Despite having the first and one the most important astronomers in history, the Greeks didn't celebrate the return of the earth to the sun on a day as arbitrary as, for example, December 31. Nor did they have Decembers or Januarys or Aprils, because a boy named Jesus, who would revolutionize, among many other things, the measurement of time, hadn't been born yet.
Surely their goals were set based on the seasons, the moons, the crops, the tides. But I doubt they had set out, on any given day of the year, that in the next 365 days they would lose weight (and fail within the first 30 days), or travel the world (which, by the way, was pretty circumscribed at the time).
However, they were beyond doubt masters when it came to "(story)telling." The guys learned to go viral without having social media or web pages, and even though most of them were illiterate.
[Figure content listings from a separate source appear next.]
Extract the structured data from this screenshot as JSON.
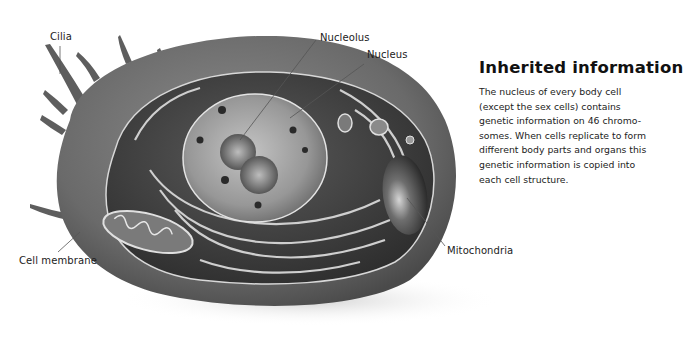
{
  "diagram": {
    "labels": [
      {
        "id": "cilia",
        "text": "Cilia"
      },
      {
        "id": "nucleolus",
        "text": "Nucleolus"
      },
      {
        "id": "nucleus",
        "text": "Nucleus"
      },
      {
        "id": "cell_membrane",
        "text": "Cell membrane"
      },
      {
        "id": "mitochondria",
        "text": "Mitochondria"
      }
    ]
  },
  "info": {
    "title": "Inherited information",
    "body": "The nucleus of every body cell (except the sex cells) contains genetic information on 46 chromo-somes. When cells replicate to form different body parts and organs this genetic information is copied into each cell structure."
  },
  "colors": {
    "background": "#ffffff",
    "cell_outer": "#6e6e6e",
    "cell_inner": "#3e3e3e",
    "nucleus": "#9a9a9a",
    "leader_line": "#555555",
    "text": "#1a1a1a"
  }
}
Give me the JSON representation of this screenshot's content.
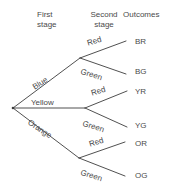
{
  "diagram": {
    "background_color": "#ffffff",
    "line_color": "#3c3c3c",
    "text_color": "#4a4a4a",
    "headers": {
      "first_stage_line1": "First",
      "first_stage_line2": "stage",
      "second_stage_line1": "Second",
      "second_stage_line2": "stage",
      "outcomes": "Outcomes"
    },
    "first_stage_branches": [
      {
        "label": "Blue",
        "rotation_deg": -33
      },
      {
        "label": "Yellow",
        "rotation_deg": 0
      },
      {
        "label": "Orange",
        "rotation_deg": 33
      }
    ],
    "second_stage_branches": [
      {
        "label": "Red",
        "rotation_deg": -17,
        "parent": "Blue"
      },
      {
        "label": "Green",
        "rotation_deg": 17,
        "parent": "Blue"
      },
      {
        "label": "Red",
        "rotation_deg": -17,
        "parent": "Yellow"
      },
      {
        "label": "Green",
        "rotation_deg": 17,
        "parent": "Yellow"
      },
      {
        "label": "Red",
        "rotation_deg": -17,
        "parent": "Orange"
      },
      {
        "label": "Green",
        "rotation_deg": 17,
        "parent": "Orange"
      }
    ],
    "outcomes": [
      {
        "label": "BR",
        "path": "Blue-Red"
      },
      {
        "label": "BG",
        "path": "Blue-Green"
      },
      {
        "label": "YR",
        "path": "Yellow-Red"
      },
      {
        "label": "YG",
        "path": "Yellow-Green"
      },
      {
        "label": "OR",
        "path": "Orange-Red"
      },
      {
        "label": "OG",
        "path": "Orange-Green"
      }
    ]
  }
}
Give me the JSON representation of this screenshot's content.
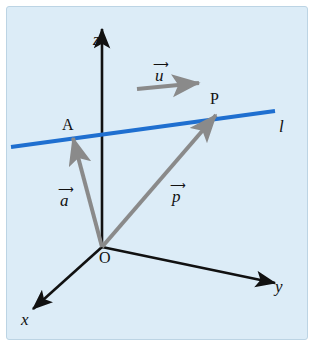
{
  "figure": {
    "type": "vector-line-diagram",
    "background_color": "#dcecf7",
    "line_color": "#1f6fd0",
    "vector_color": "#808080",
    "axis_color": "#111111",
    "caption": "",
    "axes": [
      {
        "name": "z",
        "label": "z",
        "direction": "up"
      },
      {
        "name": "y",
        "label": "y",
        "direction": "right-down"
      },
      {
        "name": "x",
        "label": "x",
        "direction": "left-down"
      }
    ],
    "points": [
      {
        "name": "origin",
        "label": "O"
      },
      {
        "name": "point-a",
        "label": "A"
      },
      {
        "name": "point-p",
        "label": "P"
      }
    ],
    "vectors": [
      {
        "name": "vector-u",
        "label": "u",
        "accent": "arrow",
        "description": "direction vector along line l"
      },
      {
        "name": "vector-a",
        "label": "a",
        "accent": "arrow",
        "description": "position vector from O to A"
      },
      {
        "name": "vector-p",
        "label": "p",
        "accent": "arrow",
        "description": "position vector from O to P"
      }
    ],
    "line": {
      "name": "line-l",
      "label": "l",
      "color": "#1f6fd0"
    }
  }
}
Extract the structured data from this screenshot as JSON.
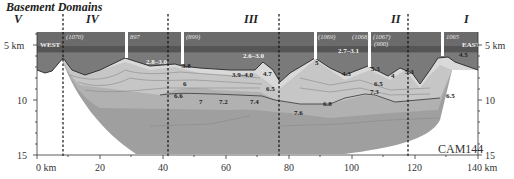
{
  "header": {
    "title": "Basement Domains"
  },
  "domains": [
    {
      "label": "V",
      "x": 18
    },
    {
      "label": "IV",
      "x": 92
    },
    {
      "label": "III",
      "x": 250
    },
    {
      "label": "II",
      "x": 395
    },
    {
      "label": "I",
      "x": 466
    }
  ],
  "boundaries_km": [
    8,
    41,
    76,
    117
  ],
  "side_labels": {
    "west": "WEST",
    "east": "EAST"
  },
  "profile_tag": "CAM144",
  "stations": [
    {
      "label": "(1070)",
      "x_km": 8.5
    },
    {
      "label": "897",
      "x_km": 28
    },
    {
      "label": "(899)",
      "x_km": 46
    },
    {
      "label": "(1069)",
      "x_km": 88
    },
    {
      "label": "(1068)",
      "x_km": 100
    },
    {
      "label": "(1067)",
      "x_km": 108
    },
    {
      "label": "(900)",
      "x_km": 108
    },
    {
      "label": "1065",
      "x_km": 128
    }
  ],
  "velocity_labels": [
    {
      "text": "2.8–3.0",
      "x": 146,
      "y": 64,
      "light": true
    },
    {
      "text": "2.6–3.0",
      "x": 243,
      "y": 58,
      "light": true
    },
    {
      "text": "2.7–3.1",
      "x": 338,
      "y": 53,
      "light": true
    },
    {
      "text": "3.8",
      "x": 182,
      "y": 68
    },
    {
      "text": "3.9–4.0",
      "x": 232,
      "y": 77
    },
    {
      "text": "4.7",
      "x": 263,
      "y": 76
    },
    {
      "text": "5",
      "x": 315,
      "y": 65
    },
    {
      "text": "4.3",
      "x": 342,
      "y": 76
    },
    {
      "text": "5.3",
      "x": 371,
      "y": 71
    },
    {
      "text": "4",
      "x": 391,
      "y": 78
    },
    {
      "text": "5.3",
      "x": 405,
      "y": 74
    },
    {
      "text": "4.5",
      "x": 459,
      "y": 57
    },
    {
      "text": "6",
      "x": 183,
      "y": 86
    },
    {
      "text": "6.6",
      "x": 174,
      "y": 98
    },
    {
      "text": "7",
      "x": 199,
      "y": 104
    },
    {
      "text": "7.2",
      "x": 219,
      "y": 104
    },
    {
      "text": "7.4",
      "x": 250,
      "y": 104
    },
    {
      "text": "6.5",
      "x": 266,
      "y": 91
    },
    {
      "text": "6.5",
      "x": 374,
      "y": 86
    },
    {
      "text": "7.3",
      "x": 370,
      "y": 94
    },
    {
      "text": "6.8",
      "x": 323,
      "y": 106
    },
    {
      "text": "7.6",
      "x": 294,
      "y": 115
    },
    {
      "text": "6.5",
      "x": 446,
      "y": 98
    }
  ],
  "axes": {
    "y_ticks": [
      {
        "label": "5 km",
        "value": 5
      },
      {
        "label": "10",
        "value": 10
      },
      {
        "label": "15",
        "value": 15
      }
    ],
    "x_ticks": [
      {
        "label": "0 km",
        "value": 0
      },
      {
        "label": "20",
        "value": 20
      },
      {
        "label": "40",
        "value": 40
      },
      {
        "label": "60",
        "value": 60
      },
      {
        "label": "80",
        "value": 80
      },
      {
        "label": "100",
        "value": 100
      },
      {
        "label": "120",
        "value": 120
      },
      {
        "label": "140 km",
        "value": 140
      }
    ]
  },
  "colors": {
    "upper_layer": "#6e6e6e",
    "upper_band": "#585858",
    "sediment_mid": "#8c8c8c",
    "crust_light": "#d8d8d8",
    "crust_mid": "#c4c4c4",
    "lower_crust": "#a9a9a9",
    "lower_crust_deep": "#9c9c9c"
  }
}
Yet, they were able to send us the most incredible and eternal stories, those that don't disappear after 24 hours and run through our veins and in whatever language you speak (unless you were born somewhere in or around China, but we'll talk about that another time).
Their social networks were the bonds with their family and community, much stronger than Instagram and its blessed algorithm. And their message went beyond the barriers of time and language because they had SOMETHING TO SAY, and they had THE URGENCY to say it at that moment and not another.
We all have a message to communicate, and sometimes that message needs to be said at a specific moment and no other (if your birthday is in September, wouldn't it sound strange if someone greeted you four months before?).
So my questions for you are:
What do you have to say? Why now? And to who?